EJP

The moment the Jew became a second-class citizen in Europe again

By Alex Benjamin

9.42 am, 17 December, 2020. The moment the Jew became a second-class citizen in Europe again.

As Director of Public Affairs at the European Jewish Association I had our press release on the European Court ruling on Kosher slaughter in Belgium all ready this morning. Our media team had it translated into French, Italian, German. I called the press office of the Court and had them send me the decision and statement the second it was announced. We were primed and ready.

The problem was I had the wrong press release ready. We were wrong.

We had anticipated that the Court would follow the opinion of the Attorney General who back in September said that bans on Kosher slaughter were an impediment to the fundamental right of Freedom of Religion, enshrined in the EU’s own charter of fundamental rights.

We thought there’s no way the court would slap a community already struggling under the twin weight of the pandemic and across the board rises in antisemitism, never mind go against their own attorney general.

We were wrong.

The European Court of Justice can dress this up in all the legalese language it wants. A clear decision was made today. Jewish rights, Jewish practice, Jewish belief now enjoys second class European status. Behind animal rights, behind hunting.

I can assure you it pains me to write these words. I can also assure that I am in no way sensationalizing the issue. This is what the court decided. Of course, they won’t say it in my words, but as a Jew, I can tell you, that’s what it tells me.

You know the irony of the situation? I keep Kosher-style, so a ban on Kosher meat doesn’t even affect me or my family per-se. But It affects me and every Jew across Europe profoundly, deeply, painfully, whether we are practicing or not.

As a people of faith, our traditions are not archaic remnants, but a living, breathing manifestation of our beliefs. Some of us may not choose to live by all the rules, but they are our rules. They makes us who we are as a people. They have sustained us, given us our identity for millennia. It not a matter of adjusting to the latest in vogue trend, or “getting with the times”, this is about how we choose to live, and how we have lived generation after generation.

And just like that, with the stroke of a pen, at 9.42 am when the court’s email hit my inbox, this entire glorious, proud and steadfast people were relegated to second class European status. Behind men and women on horses chasing foxes and rabbits around fields in order to tear them to pieces with hounds, and worse, behind the cattle that are led into the mass industrial complexes dedicated to their “humane” slaughter by a bolt to the head before the final cut is made.

I’m not going to, in the short space afforded to me here, go into the bogus science surrounding slaughter, that claims that slaughter without stunning is inherently cruel. Hell, I’m not even going to waste my breath on how some speak on the subject with such authority whilst ignoring the beauty and sanctity of thought that goes into the Kosher slaughter process. How I don’t know a single shochet who isn’t gentle, kind, whose first and only thought is making the death of the animal as swift and painless as possible.

Instead, I want to talk about the rank hypocrisy of Europe towards Jews. The well-meaning pats on the back when our synagogues are attacked, our people spat on, cursed at, murdered on European streets. “Europe isn’t Europe without Jews” these people say. They commission reports, they publish them. They line up after a synagogue is firebombed. “We love you’ they say, “we are with you.”

Not for a split second does it occur to them how two-faced this is. How morally reprehensible it is to us to be told that we are important and that we matter, whilst they legislate our way of life out of existence in Europe.

The dam was broken today. This morning the Jew was once again relegated to second class status in Europe. And the leaders said nothing.

Alex Benjamin is the Director of Public Affairs at the European Jewish Association, a Brussels-based NGO representing and advocating for Jewish communities across Europe.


TASK DIRECTIONS
Exact copy, no pictures: reproduce the lines from the one that holds "This screenshot has width=671, height=304." through the end of the entries.

Pixel coordinate grounding data
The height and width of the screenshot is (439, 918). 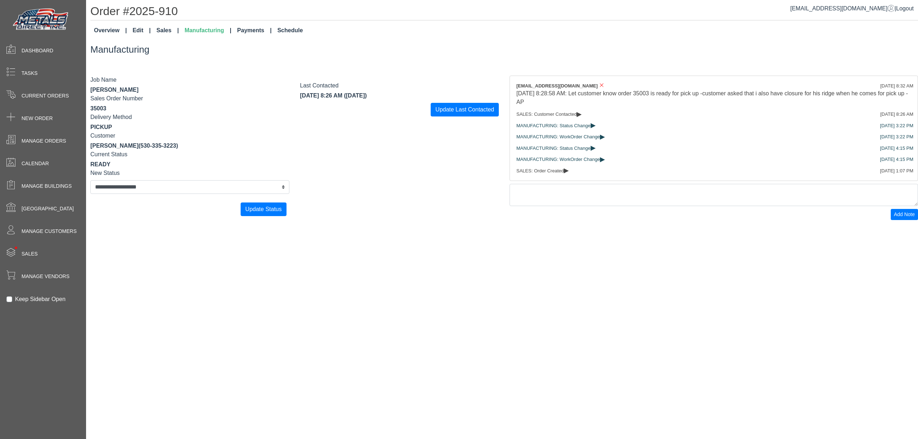 I want to click on label: Keep Sidebar Open, so click(x=40, y=299).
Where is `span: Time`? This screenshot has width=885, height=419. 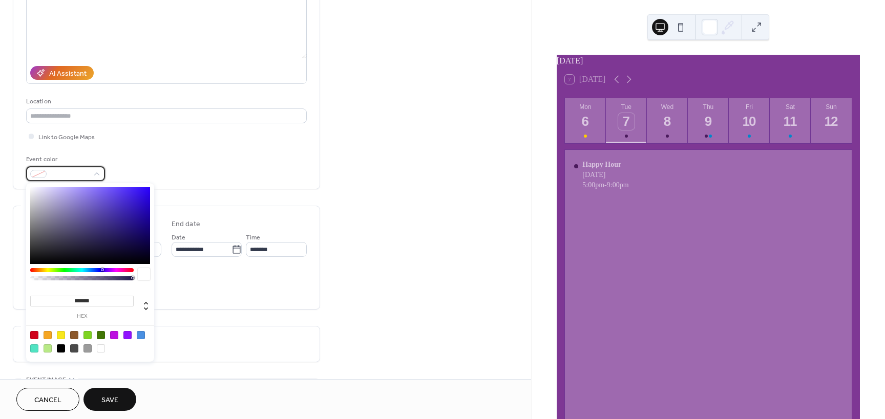 span: Time is located at coordinates (253, 238).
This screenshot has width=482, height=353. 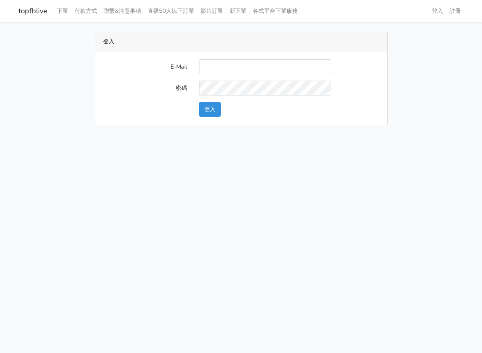 I want to click on a: 登入, so click(x=437, y=11).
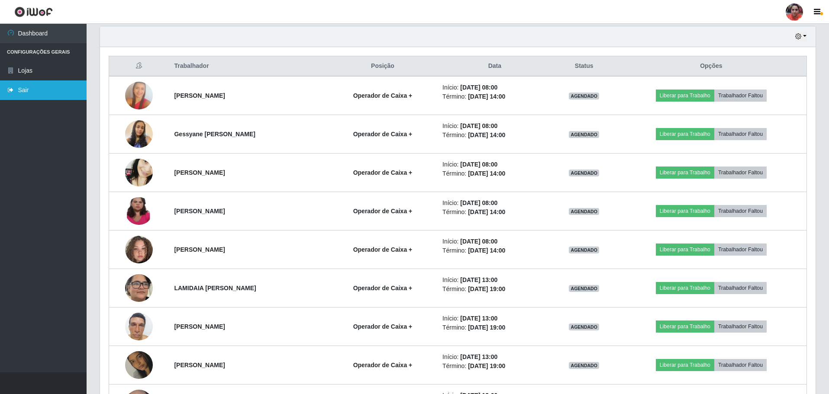  I want to click on img: 1756231010966.jpeg, so click(139, 288).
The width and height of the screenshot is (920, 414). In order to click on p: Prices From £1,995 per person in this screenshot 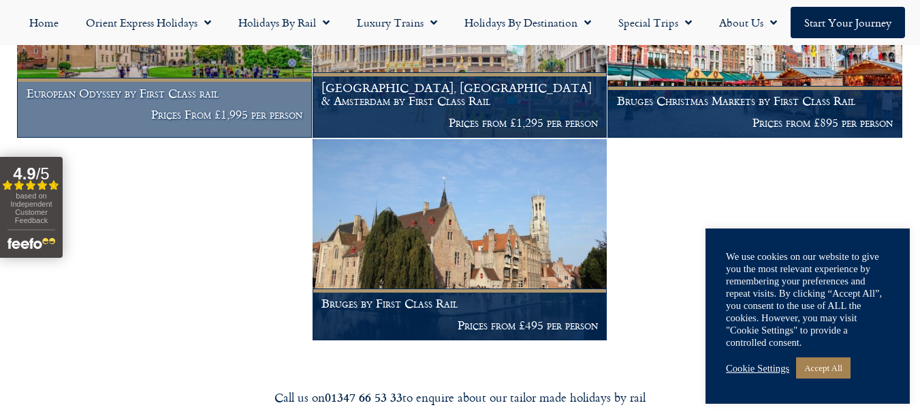, I will do `click(165, 114)`.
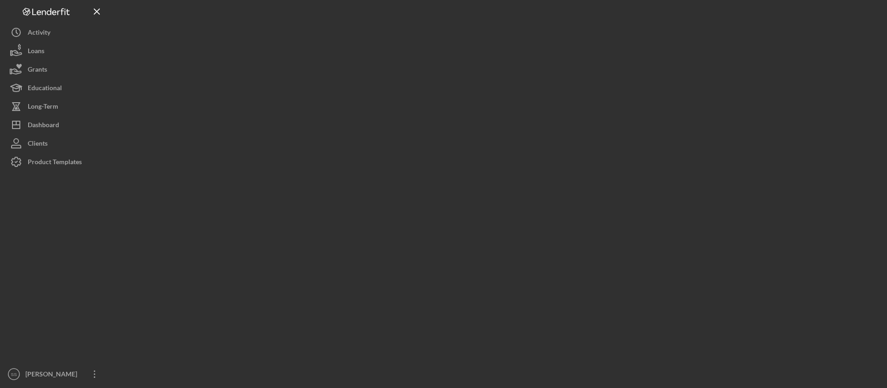 This screenshot has height=388, width=887. What do you see at coordinates (37, 70) in the screenshot?
I see `div: Grants` at bounding box center [37, 70].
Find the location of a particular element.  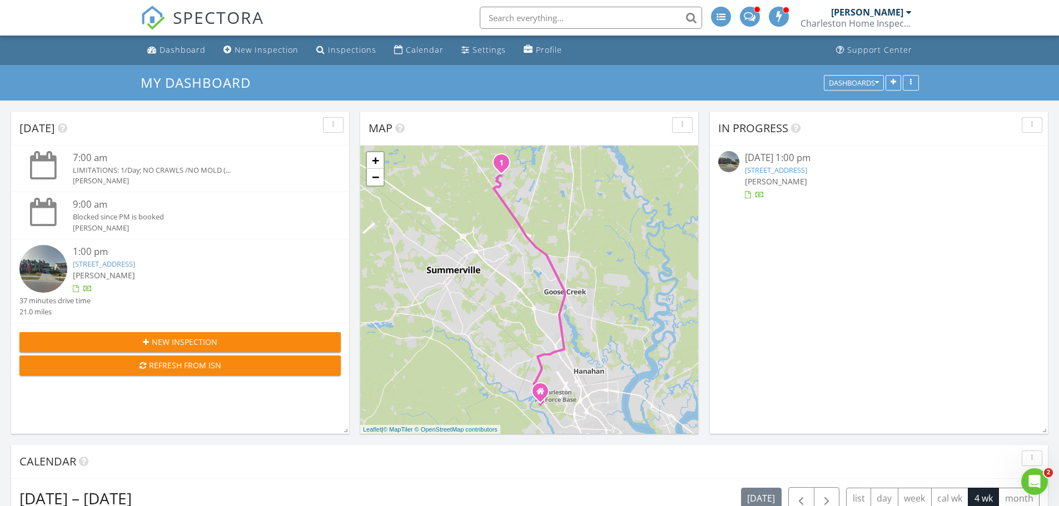

a: Zoom out is located at coordinates (375, 177).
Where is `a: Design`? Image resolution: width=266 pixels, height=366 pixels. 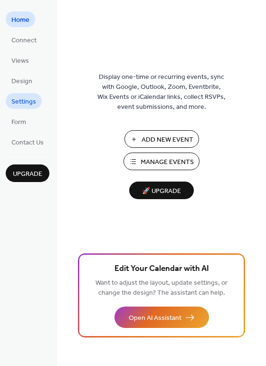 a: Design is located at coordinates (22, 80).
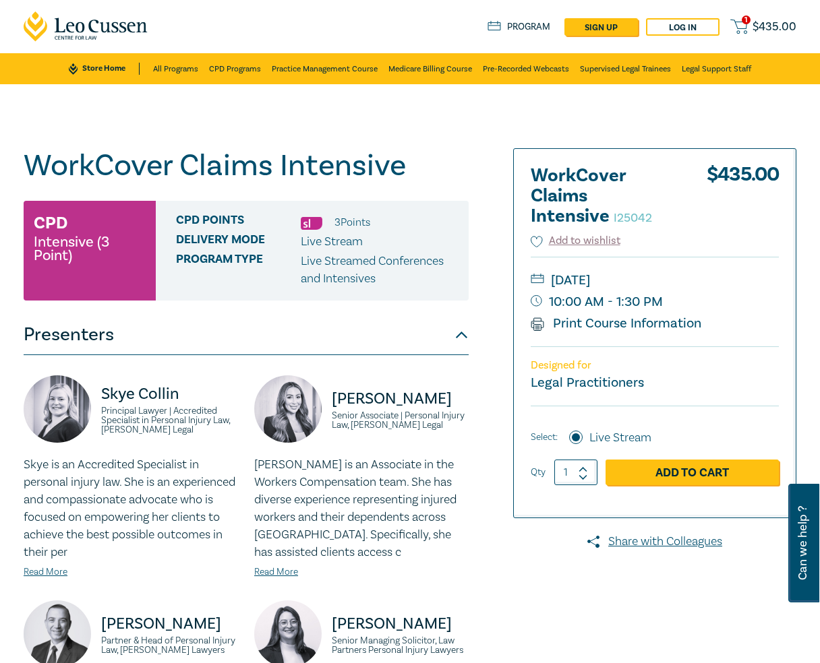 This screenshot has width=820, height=663. What do you see at coordinates (576, 473) in the screenshot?
I see `input: 1` at bounding box center [576, 473].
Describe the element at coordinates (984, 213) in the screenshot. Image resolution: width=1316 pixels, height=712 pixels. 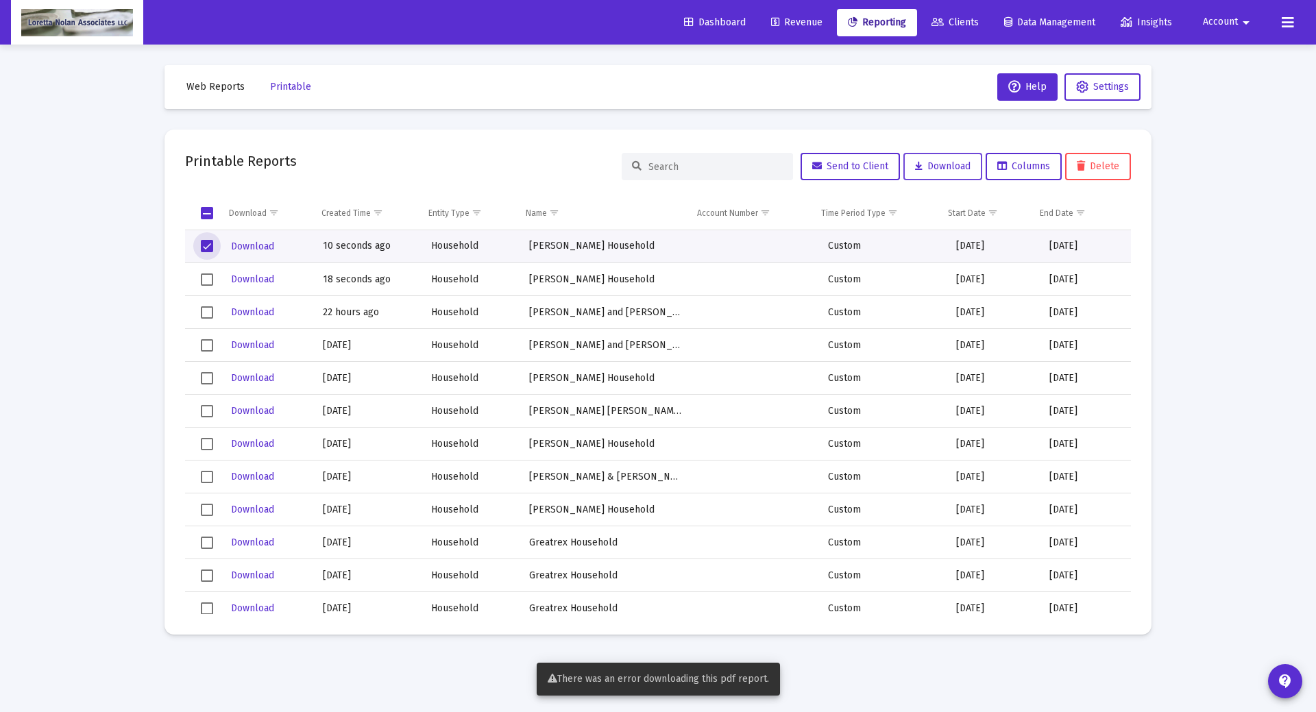
I see `td: Column Start Date` at that location.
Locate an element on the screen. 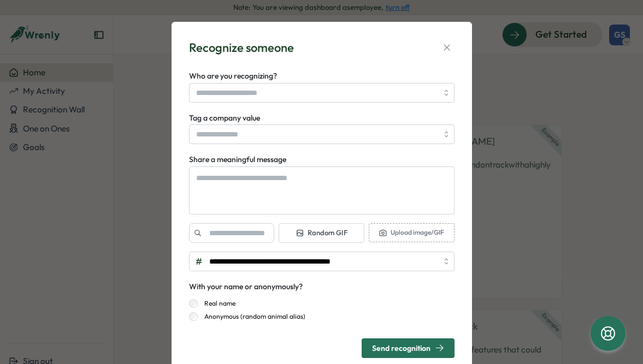 This screenshot has height=364, width=643. label: Share a meaningful message is located at coordinates (238, 160).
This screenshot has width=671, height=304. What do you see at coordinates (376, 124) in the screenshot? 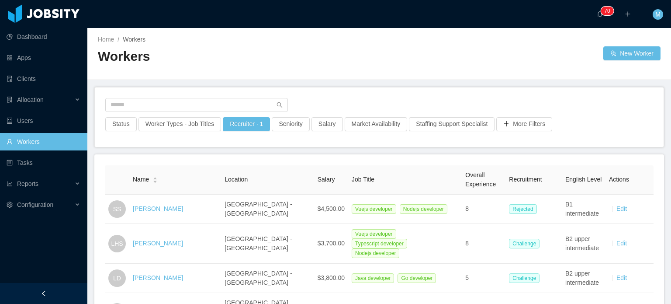
I see `button: Market Availability` at bounding box center [376, 124].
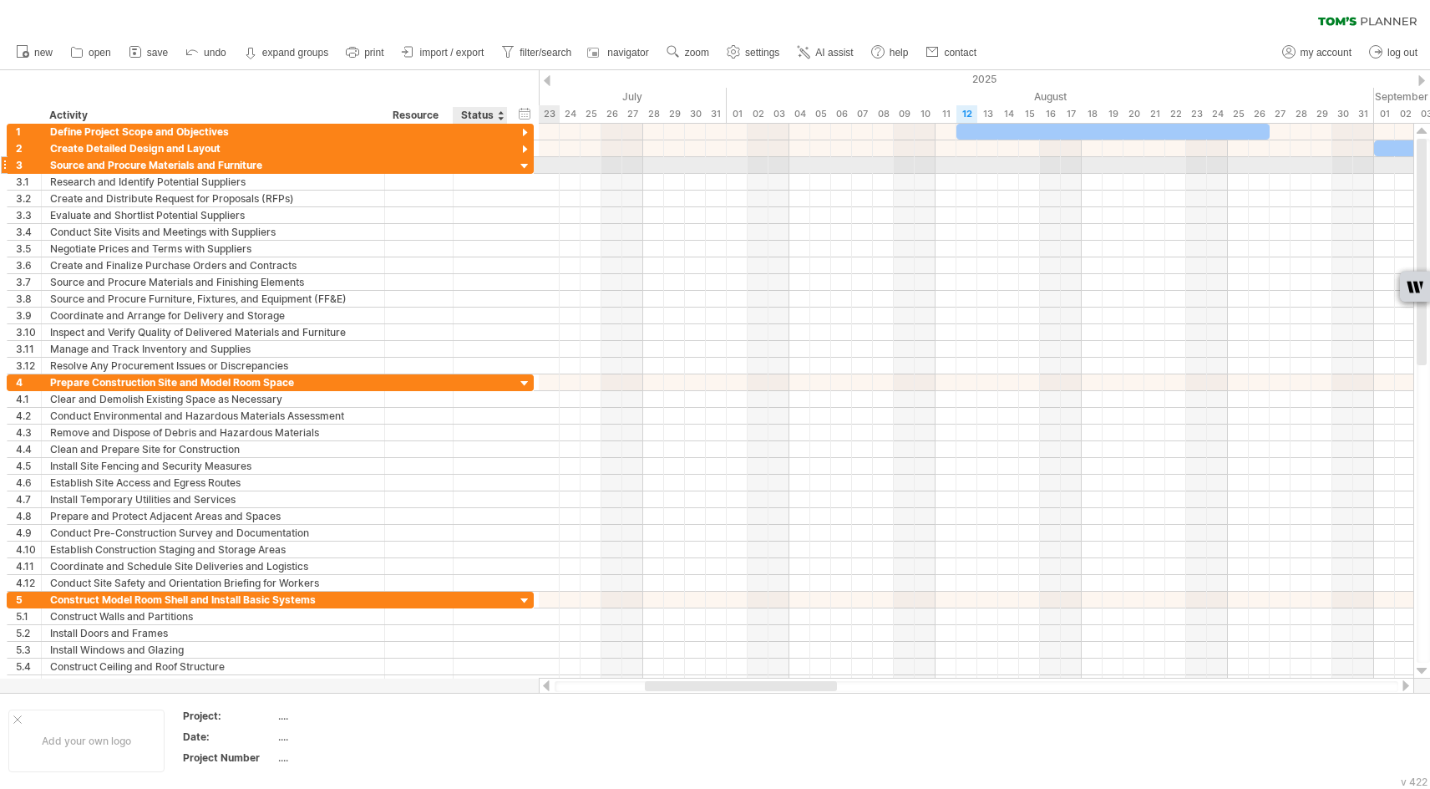 Image resolution: width=1430 pixels, height=789 pixels. Describe the element at coordinates (28, 566) in the screenshot. I see `div: 4.11` at that location.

RESULT OF THE TASK
This screenshot has width=671, height=304. What do you see at coordinates (376, 124) in the screenshot? 
I see `button: Market Availability` at bounding box center [376, 124].
 Image resolution: width=1430 pixels, height=789 pixels. Describe the element at coordinates (28, 566) in the screenshot. I see `div: 4.11` at that location.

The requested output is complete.